Another bomb whistled and exploded, but this time much farther than the previous. Viktoria simply ignored it, like she was completely used to it.
"A man... A fair-haired man!" she saw the woman sitting next to her sister looking at her, dazed, so she lowered her voice. "He got me out of the room... And, I don't know, everything was really strange. I was afraid of that man." she explained, passing her hand through her blond hair down on her shoulders. "I was scared for my baby." she said, so gravely that – as far as that sentence could have sounded absurd – her sister didn't laugh.
"Was he...?" she tried to ask, but her sister forestalled her.
"No. He wasn't the man I was looking for."
They stayed quiet for a while. Viktoria stared at a woman at the end of the bunker holding a five or six months baby, who was crying, sobbing and screaming. A real strong maternal instinct almost made her get up from her seat to go and help that mother. She looked down again, worried.
"I think that you have..." her sister started to say.
"Don't tell me I have..." Viktoria quickly interrupted her, imposing.
"... read it in a book." they said with one voice, the first sceptical, the second annoyed.
"I can't have read it in a book, I've been dreaming about it since I wasn't even able to read!" she'd explained it to her sister hundreds of times.
"Mum used to read us loads of books..." her sister insisted.
"... but none of this kind."
The conversation fell along with another bomb, farther and farther again from their shelter. Their mother's thought had always made both of them feel sick in their stomach. When the topic would turn out by accident in a conversation, this punctually was interrupted in a sudden.
They heard no more explosions, and the siren stopped sounding after an ample half an hour. Everyone got closer to the shelter's doors: they could finally go home.

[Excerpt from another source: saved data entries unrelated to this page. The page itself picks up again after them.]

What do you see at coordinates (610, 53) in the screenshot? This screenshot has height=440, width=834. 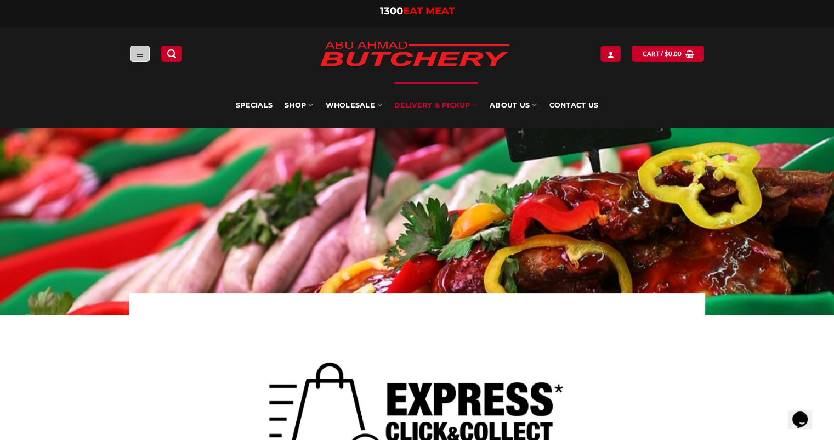 I see `a: Login` at bounding box center [610, 53].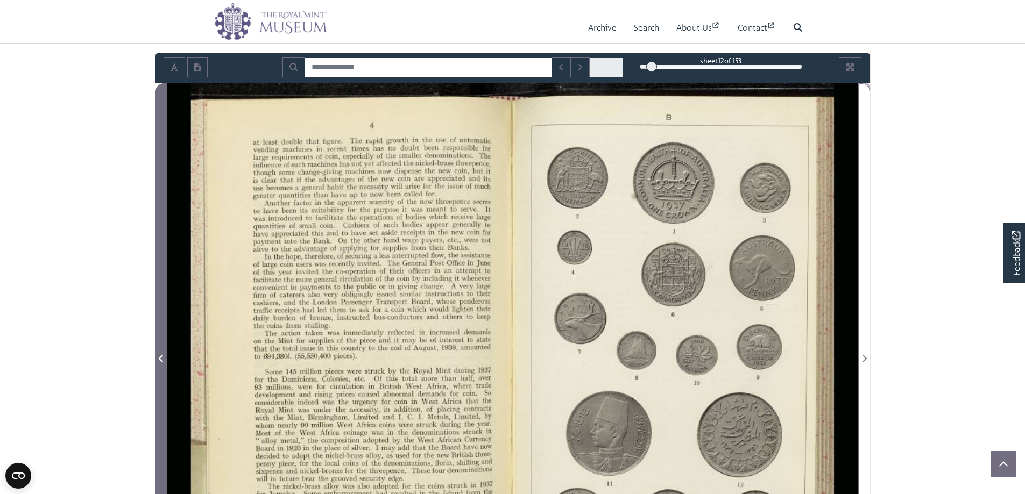 The height and width of the screenshot is (494, 1025). I want to click on button: Next Match, so click(580, 67).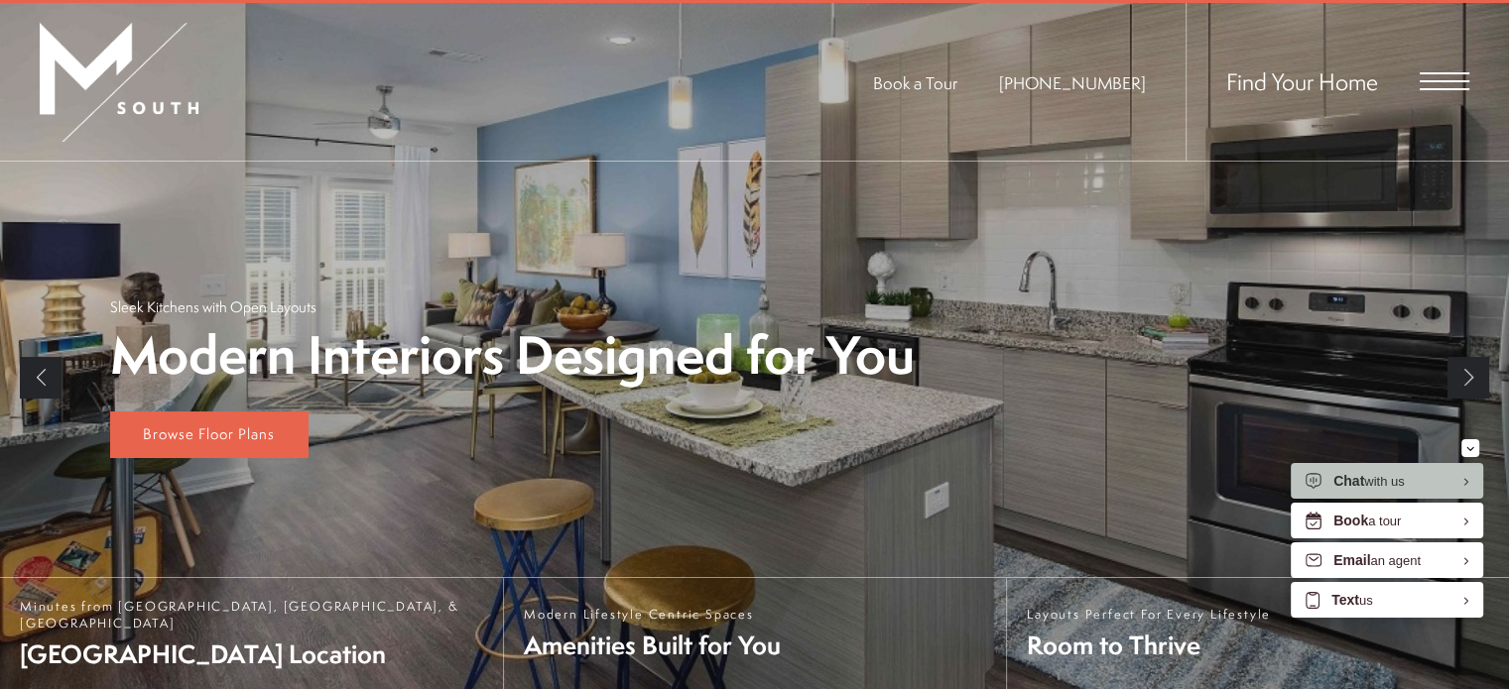  I want to click on img: MSouth, so click(119, 82).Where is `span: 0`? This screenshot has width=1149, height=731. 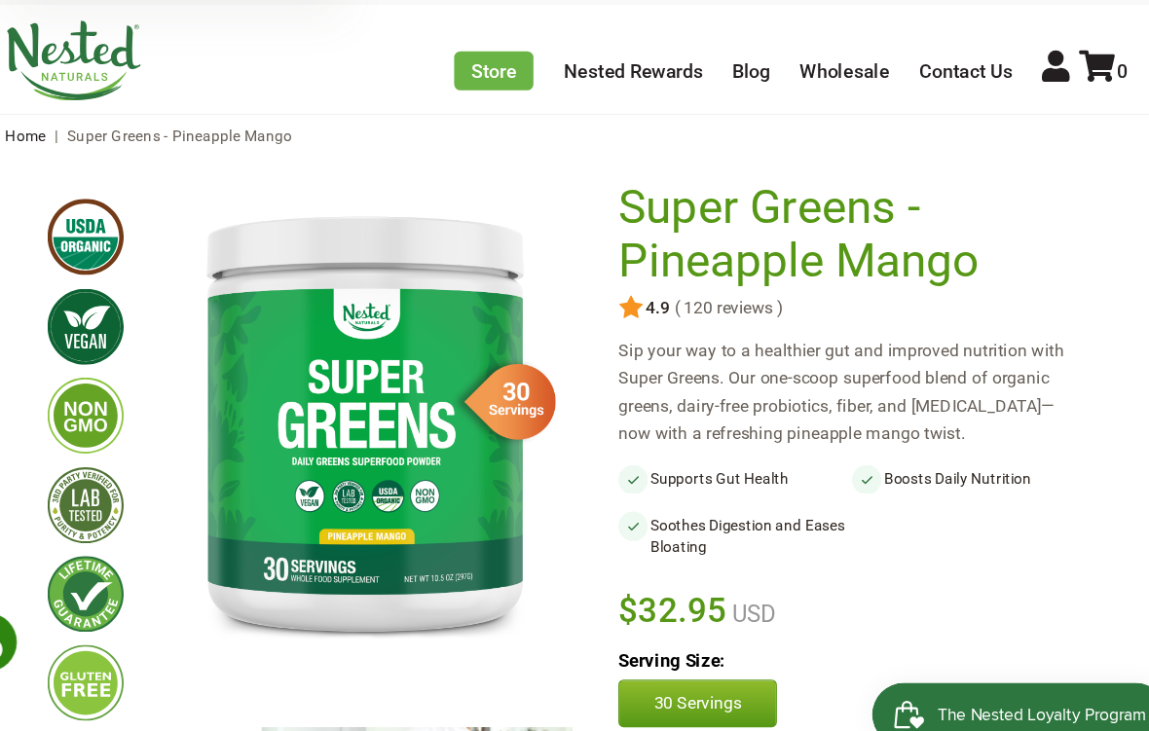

They helped the grandmother to get up and they got in line to get out as well.
"Miss." Viktoria didn't hear the man's voice behind her, or she didn't think he was addressing to her.
"Are you okay, grandma?" she asked to the old lady, who nodded smiling, still unaware of what was happening around.
"Miss." this time the girl turned around. She recognized the man who was living on the second floor of their building: he was pointing to her back. "You have a little blood on your back."
Viktoria touched her nape, clear of her long hair which she'd moved shortly before on the front. She looked at her hand covered in some dark red stains. Eva helped her to move her hair, then she reassured her.
"It's nothing, you accidentally must have scratched your mole."
Viktoria rubbed her hand trying to wipe it, then she thanked the man with a smile. That little imperfection in a such inconvenient position often annoyed her, especially when she brushed her hair, so she didn't worry that much. Others were her thoughts in that moment. Even the dream appeared to her far and blurred and despite it had sustained a deep change from the other times, she didn't care that much.
She just wanted to know if her father was fine.